Interesting review from the Times:

Tom Stoppard has written one of the great political plays in the English language, and like all great political plays, it resonates with humanity. It has a moving, throat-catching intensity that reminds me of Arthur Miller summing up Tennessee Williams’s plays as “the politics of the soul”. Stoppard has always been a hard-line humanist, and this play shows him at his combative and tolerant best. Proust thought that art was the true last judgment, which is pushing it a bit, but Stoppard shows that great theatre is the nearest you can get to it on this bitch of an earth.

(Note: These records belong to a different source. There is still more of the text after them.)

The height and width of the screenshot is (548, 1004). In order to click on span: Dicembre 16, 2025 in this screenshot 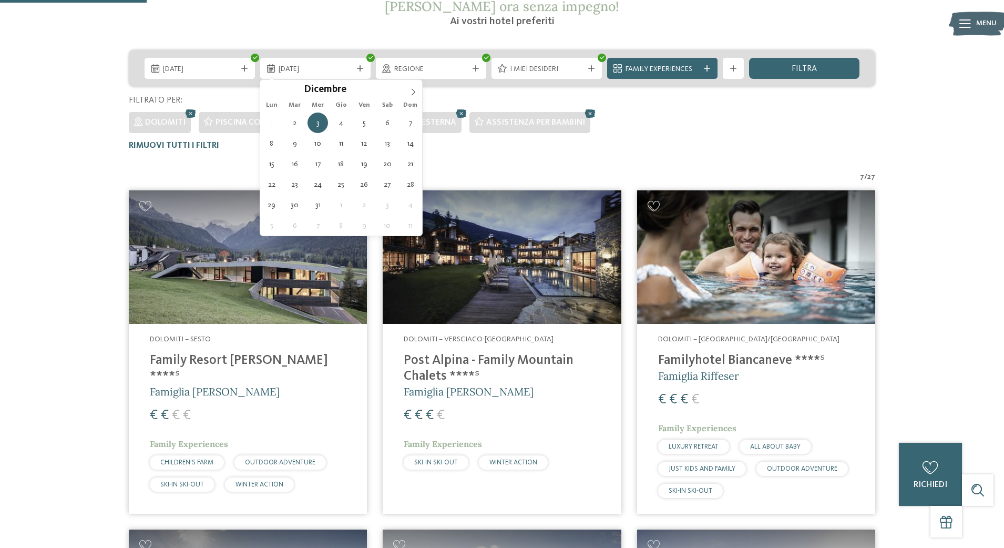, I will do `click(294, 163)`.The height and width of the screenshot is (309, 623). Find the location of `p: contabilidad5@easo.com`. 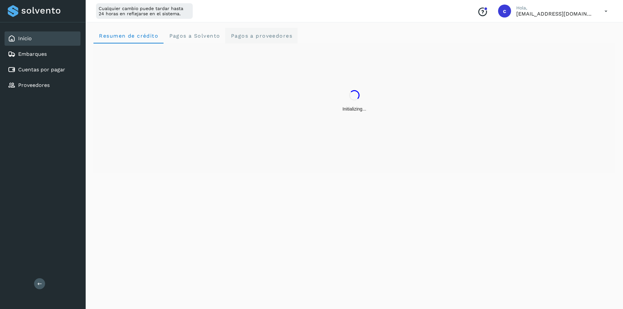

p: contabilidad5@easo.com is located at coordinates (555, 14).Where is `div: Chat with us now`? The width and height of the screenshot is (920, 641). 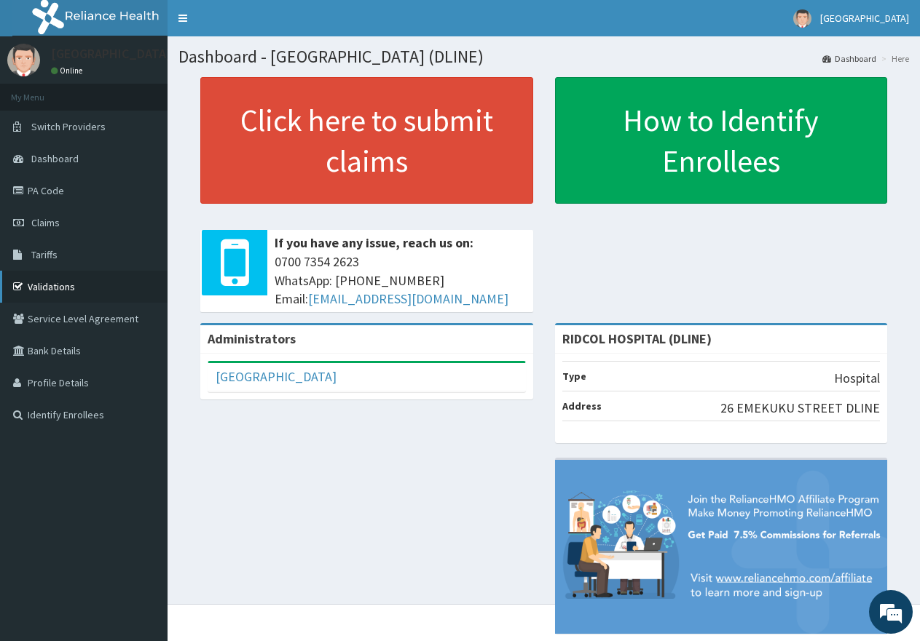 div: Chat with us now is located at coordinates (160, 91).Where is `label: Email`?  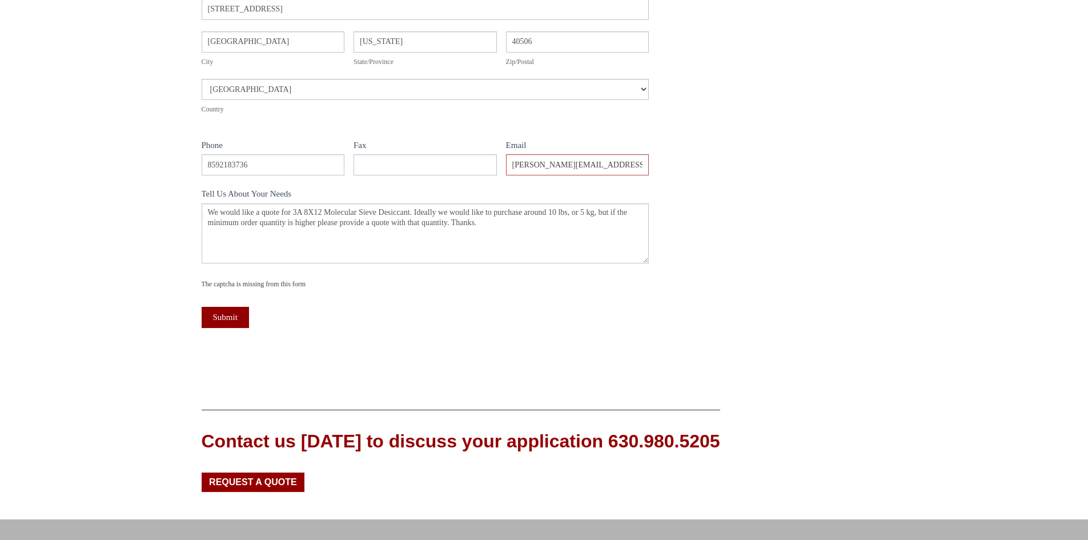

The play is set in Cambridge and Prague from 1968 to 1990. Max (Brian Cox) is a philosophy don and an old-fashioned communist who didn’t leave the party in 1956, when Khruschev crushed the Hungarian revolution, or in 1968, when Brezhnev crushed the Prague Spring. Max despises the idea of a “reformed” communist; he believes in basic premises and cannot see that dictatorships will lead only to some fraudulent and murderous utopia.

Jan (Rufus Sewell) is his pupil, an émigré Czech and a hard-line idealist who returns to Prague in 1968 to defend the socialism of his dreams. He is also a rock’n’roll junkie devoted to a Czech band called Plastic People of the Universe. He goes home partly to save rock’n’roll. What he doesn’t realise is that the commissars who rule his country regard the PPU’s work as “socially negative music”. Negative is bad news. You can be arrested for being negative. Positive is good news: a code word for following party directives. Soviet communism was an example of illogical positivism. Jan will have to learn the hard way.

The play has two great themes. One is the cost of integrity. Max can’t accept the failure of his ideals: it would be defeatism that would turn disaster into moral victory. Jan, back in Prague and still optimistic, thinks that signing a protest would be moral exhibitionism. The other theme is the nature of freedom. Max’s wife, Eleanor (Sinead Cusack), is a classicist, and through her you hear the echoes of ancient mythologies: the great god Pan, for example, whose music is an instrument of liberation and pleasure. He is the ancestor of the popular music of the late 20th century. Rock’n’roll and its siblings were a shout for freedom: freedom from convention and an oppressive bourgeois lifestyle. In communist Prague, you had no lifestyle. Life was all you could hope for. Here, rock’n’roll meant defiance, a cry for the freedom to be yourself. This play could have been called The Invention of Freedom.

Stoppard doesn’t take sides. He once said that writing dialogue was the only way he could contradict himself, and here he demonstrates the power of the dramatist who can enter the mind of his characters and conduct that inner dialogue of mind and soul through which we try to understand the world. This is not a play reserved for classicists, philosophers or political scientists. It echoes with Stoppard’s humour: sad, acid, elegant and subversive. Under and through its arguments beats the steady pulse of humanity, of the accountability people need to have for themselves and each other. One thing Eleanor learns from the classics is that there’s a spirit within man that opposes him being just machinery. Max, Marxist to the core, thinks that love is only economics and physiology, but Eleanor knows better. She knows that you can have subjective experience in an objective world. If there’s no soul, it would have to be invented. This is what drives the harrowing scene between Max and Eleanor in the second half — the emotional peak of the play, where Cox and Cusack are at the peak of their unforgettably human performance.

Trevor Nunn’s production is a masterpiece of lucidity, intelligence and feeling. The showman of theatrical spectacle has done some of his best work on small stages, where intimacy can best reveal the soul about which Max is so robustly sceptical, and of which the great god Pan is an unacknowledged guardian. So were Pink Floyd when they defied the logical positivists and sang: “I don’t care if the sun don’t shine.”